Docile, though still apparently unnerved, he led the priest through a door that was still ajar. We followed until we were fully in a mean little room bare of any but the most necessary furnishings.
While Sherlock Holmes sat Kelly down at an uneven-legged table matched with a pair of rickety stools, I surveyed the cot covered with soiled blankets, a visible night jar near it, and a chair missing its back struts in a corner. There was no fireplace, only the one door, the window over the street, and a smaller window high up on the sidewall.
The upholsterer’s room sported not one piece of furniture that was covered with anything more than grime or dust.
Without a word being said by anyone, Irene marched to the long window overlooking the street, whose frame held glass windows split into two in the style known as “French doors.”

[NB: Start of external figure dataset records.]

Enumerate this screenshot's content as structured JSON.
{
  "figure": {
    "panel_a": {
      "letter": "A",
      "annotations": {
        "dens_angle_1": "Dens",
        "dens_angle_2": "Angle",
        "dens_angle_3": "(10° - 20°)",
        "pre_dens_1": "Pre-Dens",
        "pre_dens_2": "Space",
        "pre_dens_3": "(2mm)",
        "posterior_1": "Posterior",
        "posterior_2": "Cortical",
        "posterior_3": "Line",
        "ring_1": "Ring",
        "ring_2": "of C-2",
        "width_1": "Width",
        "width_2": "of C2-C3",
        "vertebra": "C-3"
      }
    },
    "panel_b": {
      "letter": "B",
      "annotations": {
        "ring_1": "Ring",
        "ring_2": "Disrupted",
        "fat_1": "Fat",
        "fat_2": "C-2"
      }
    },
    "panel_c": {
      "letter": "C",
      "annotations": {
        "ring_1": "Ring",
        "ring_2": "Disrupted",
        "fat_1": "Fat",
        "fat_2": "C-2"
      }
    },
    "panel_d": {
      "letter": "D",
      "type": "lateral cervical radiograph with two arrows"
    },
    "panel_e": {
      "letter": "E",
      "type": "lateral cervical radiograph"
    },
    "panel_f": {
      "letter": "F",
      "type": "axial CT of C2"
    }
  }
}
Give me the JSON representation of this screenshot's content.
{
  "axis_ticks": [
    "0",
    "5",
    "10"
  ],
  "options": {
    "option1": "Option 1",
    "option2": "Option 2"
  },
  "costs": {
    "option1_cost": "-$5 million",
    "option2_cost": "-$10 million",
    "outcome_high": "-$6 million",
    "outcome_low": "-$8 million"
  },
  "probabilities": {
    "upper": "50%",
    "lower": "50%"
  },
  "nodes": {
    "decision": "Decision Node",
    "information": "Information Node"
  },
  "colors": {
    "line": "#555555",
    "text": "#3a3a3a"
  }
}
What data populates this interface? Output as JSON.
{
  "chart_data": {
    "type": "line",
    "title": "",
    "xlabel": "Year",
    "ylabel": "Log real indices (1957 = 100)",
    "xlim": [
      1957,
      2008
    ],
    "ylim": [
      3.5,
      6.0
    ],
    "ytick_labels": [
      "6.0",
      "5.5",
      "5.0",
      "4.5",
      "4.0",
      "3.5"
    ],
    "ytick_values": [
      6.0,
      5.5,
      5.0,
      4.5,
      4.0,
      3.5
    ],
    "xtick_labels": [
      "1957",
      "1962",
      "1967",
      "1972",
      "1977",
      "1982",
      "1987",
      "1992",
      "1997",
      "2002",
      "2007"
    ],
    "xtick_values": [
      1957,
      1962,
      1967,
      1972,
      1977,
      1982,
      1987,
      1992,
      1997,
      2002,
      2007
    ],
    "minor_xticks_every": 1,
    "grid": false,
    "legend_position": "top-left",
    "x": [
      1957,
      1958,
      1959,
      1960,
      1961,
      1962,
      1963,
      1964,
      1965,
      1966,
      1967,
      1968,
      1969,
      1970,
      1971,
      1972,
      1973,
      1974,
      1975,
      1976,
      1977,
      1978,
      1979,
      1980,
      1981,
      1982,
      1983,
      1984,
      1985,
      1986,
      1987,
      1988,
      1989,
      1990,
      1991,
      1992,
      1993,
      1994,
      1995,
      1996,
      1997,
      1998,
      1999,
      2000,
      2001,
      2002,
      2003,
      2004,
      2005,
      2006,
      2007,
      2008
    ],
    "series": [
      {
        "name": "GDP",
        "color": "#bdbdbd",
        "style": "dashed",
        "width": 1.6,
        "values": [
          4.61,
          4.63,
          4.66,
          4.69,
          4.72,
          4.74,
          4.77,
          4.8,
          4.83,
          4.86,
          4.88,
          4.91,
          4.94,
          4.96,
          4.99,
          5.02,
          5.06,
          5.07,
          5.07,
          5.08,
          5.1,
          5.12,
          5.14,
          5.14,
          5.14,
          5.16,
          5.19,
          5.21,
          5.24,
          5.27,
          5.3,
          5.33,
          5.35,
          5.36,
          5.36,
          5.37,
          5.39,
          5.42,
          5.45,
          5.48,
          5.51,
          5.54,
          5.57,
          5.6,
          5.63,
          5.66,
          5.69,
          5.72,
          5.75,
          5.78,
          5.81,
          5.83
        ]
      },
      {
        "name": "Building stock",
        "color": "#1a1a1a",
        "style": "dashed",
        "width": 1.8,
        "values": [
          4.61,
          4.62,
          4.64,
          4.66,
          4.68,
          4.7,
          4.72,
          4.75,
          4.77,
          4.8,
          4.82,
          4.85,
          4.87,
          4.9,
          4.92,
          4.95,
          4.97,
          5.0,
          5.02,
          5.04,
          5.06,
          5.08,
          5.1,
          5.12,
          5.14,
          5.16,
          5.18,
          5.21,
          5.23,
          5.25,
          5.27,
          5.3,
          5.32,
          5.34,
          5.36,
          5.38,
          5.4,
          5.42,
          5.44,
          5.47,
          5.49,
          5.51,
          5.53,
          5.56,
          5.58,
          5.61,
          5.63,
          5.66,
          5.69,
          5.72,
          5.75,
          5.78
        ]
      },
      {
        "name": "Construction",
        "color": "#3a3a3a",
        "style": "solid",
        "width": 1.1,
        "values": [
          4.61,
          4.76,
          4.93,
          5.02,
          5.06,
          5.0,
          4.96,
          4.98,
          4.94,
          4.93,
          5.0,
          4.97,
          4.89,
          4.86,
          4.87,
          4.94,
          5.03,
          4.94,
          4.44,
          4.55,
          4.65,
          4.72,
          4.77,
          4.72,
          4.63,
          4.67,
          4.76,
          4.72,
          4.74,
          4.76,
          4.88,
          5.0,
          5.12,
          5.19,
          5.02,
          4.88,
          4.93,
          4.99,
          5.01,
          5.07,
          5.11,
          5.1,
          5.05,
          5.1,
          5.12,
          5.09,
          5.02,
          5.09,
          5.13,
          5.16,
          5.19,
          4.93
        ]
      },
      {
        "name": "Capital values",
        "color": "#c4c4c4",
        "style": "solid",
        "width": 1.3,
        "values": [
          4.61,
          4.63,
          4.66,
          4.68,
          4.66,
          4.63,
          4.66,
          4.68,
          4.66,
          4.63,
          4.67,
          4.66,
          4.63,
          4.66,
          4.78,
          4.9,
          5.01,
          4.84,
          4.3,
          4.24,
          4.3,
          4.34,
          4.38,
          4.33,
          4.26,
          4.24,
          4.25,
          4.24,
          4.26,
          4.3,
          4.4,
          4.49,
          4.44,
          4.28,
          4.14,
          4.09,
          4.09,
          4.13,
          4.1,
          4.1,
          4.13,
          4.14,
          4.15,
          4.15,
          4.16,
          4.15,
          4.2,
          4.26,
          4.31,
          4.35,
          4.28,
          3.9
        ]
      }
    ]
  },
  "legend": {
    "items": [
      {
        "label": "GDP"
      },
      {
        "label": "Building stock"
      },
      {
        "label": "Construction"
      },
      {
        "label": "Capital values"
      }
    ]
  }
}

She swiftly drew the gaping side closed to match its sister, then jerked her head to summon Elizabeth, who sped to take a position before the secured windows.
I was nearest the door. At Irene’s nod, I shut it and stationed myself there.
Sherlock Holmes had ignored our movements, concentrating his attention on the prisoner as he pushed him onto one stool.
Irene went to the chair in the corner, and sat.
Kelly’s eyes followed our every move as if Mesmerized.
I was not used to inspiring dread in anyone, and was amazed that I could do it only in so debased a guise, though I myself should have shrunk from us three in the streets, not knowing our true characters.
Yet in this room, only one person was in his true character, and that was the suspect.
“You will keep them away from me, Father?” he whined.
How could we harm him, really? Especially if he was upright enough to resist the temptations posed by such women as we impersonated.
But he kept twisting on his stool to assure himself that we remained at the fringes of the room. I sensed that he would rather perish than attempt to cross a threshold we guarded.
“You are James Kelly, the East End upholsterer?” Mr. Holmes asked him, also speaking in English.
Kelly blinked, his muddy hazel gaze sharpening for an instant. “Strange. I am hearing in tongues. That is such sweet heavenly music, a chorus speaking in dozens of tongues. Here there are two tongues anyway. Your holy presence keeps those demons at bay, Father, and I have been permitted to hear your French words in English. Do not leave me, I beg you! They will fly upon me like mad things and force me into lewd acts.”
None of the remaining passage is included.